I’ve spent the last four years reporting in countries that are being destroyed by the Washington-inspired drug war. From Honduras to Guinea-Bissau, the Philippines to Australia and the US to Britain, I’ve investigated how drug policy is used to marginalise minorities and the poor. Regulating and legalising drugs has the potential to fundamentally rewrite the narrative for a fairer and healthier world.
Canada, many US states and Uruguay have legalised marijuana. Portugal has decriminalised all drugs since 2001 and deaths from drug overdoses have massively declined. For the last 18 years, Portugal has viewed drug addiction as a medical issue rather than a criminal justice problem. The Global Commission on Drugs, comprised of former leaders from South America, Europe and Africa, released a 2018 report that called for the “responsible control of drugs” through legalisation.
The Global Drug Survey, the world’s biggest annual study of drug use with over 165,000 participants, this year included a question on whether users would want to buy ethically sourced cocaine. An overwhelming number said that they would. One of Britain’s leading drug reform groups, Transform, recently announced that it will publish a book on how to legally regulate cocaine and other stimulants. Psychedelic drugs such as LSD and ecstasy are increasingly seen as one possible method to help with post-traumatic stress and depression.
The regulation and legalisation of drugs is vital, writes Cesar Gaviria, the former president of Colombia, a country that has lost at least 220,000 people from a futile drug war in the last 50 years. Today it remains the world’s biggest producer of cocaine. “It’s not because drugs are safe but precisely because they are risky and we seek to manage and reduce those risks”, Gaviria says.

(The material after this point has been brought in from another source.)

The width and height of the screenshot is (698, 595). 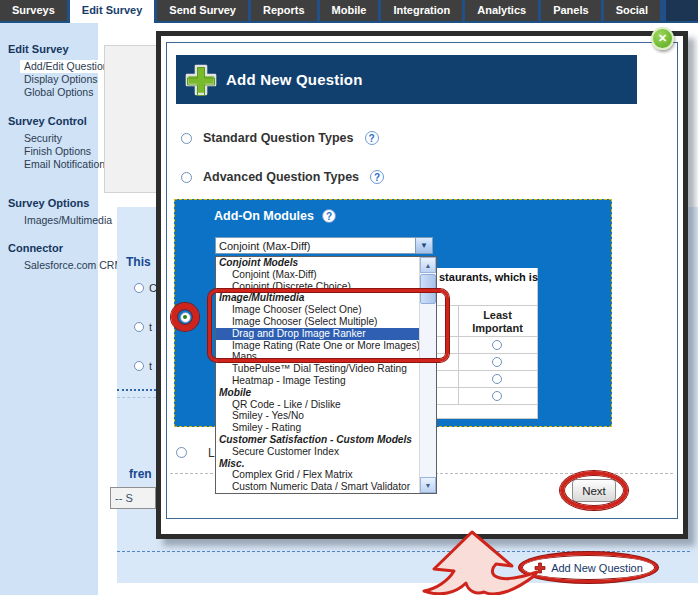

What would legalisation look like in Australia? Injectable heroin would only be available through medical prescription, an option that already exists in many European countries. Pharmacies would sell medium-risk drugs such as ecstasy in non-branded packaging while enforcing quantity and age controls as well as offering health and consumption advice. Licensed premises for sale and consumption, akin to a bottle shop, would sell cannabis and magic mushrooms while adhering to a strict regulatory authority. Never forget that legal alcohol is still the most destructive drug.

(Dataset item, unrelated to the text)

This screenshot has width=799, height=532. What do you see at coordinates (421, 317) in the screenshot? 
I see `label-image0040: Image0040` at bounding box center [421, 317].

Regulated drugs means that substances would be cleaner and less likely to cause user harm. The state or approved private companies must produce and closely monitor the chemical make-up of drugs. Advertising cannot be allowed. If anybody fell victim to addiction or harm from drug taking, they would have a clear pathway to state-supported treatment.
Because the Australian states and federal government could raise huge amounts of revenue from legal drug sales, this money would be spent on health, education and infrastructure. Look at the US where increasing numbers of states have legalised marijuana and are already investing the tax revenue back into communities.
Australia will inevitably embrace pill testing because it’s sensible public policy that minimises harm. Recall that Victorian Premier Daniel Andrews spent years opposing a safe injecting centre in Victoria before finally seeing sense last year and its success in saving lives is clear. However, pill testing is just one, relatively small tool in the arsenal of shifting the drug debate.
Any advocate of a regulated and legalised drug market should not ignore the fact that substances will still kill people. They will destroy families. Overdoses will happen. Addiction can occur. This isn’t a panacea to the problem; it’s a necessary corrective to decades of failed prohibition that has enriched cartels at the expense of the wider community. Australia could be a world leader in designing a regulatory framework that severely restricts access to drugs while pumping far more money into education and treatment.
Antony Loewenstein is a Jerusalem-based Australian journalist and the author of the forthcoming book, Pills, Powder and Smoke: Inside the Bloody War on Drugs.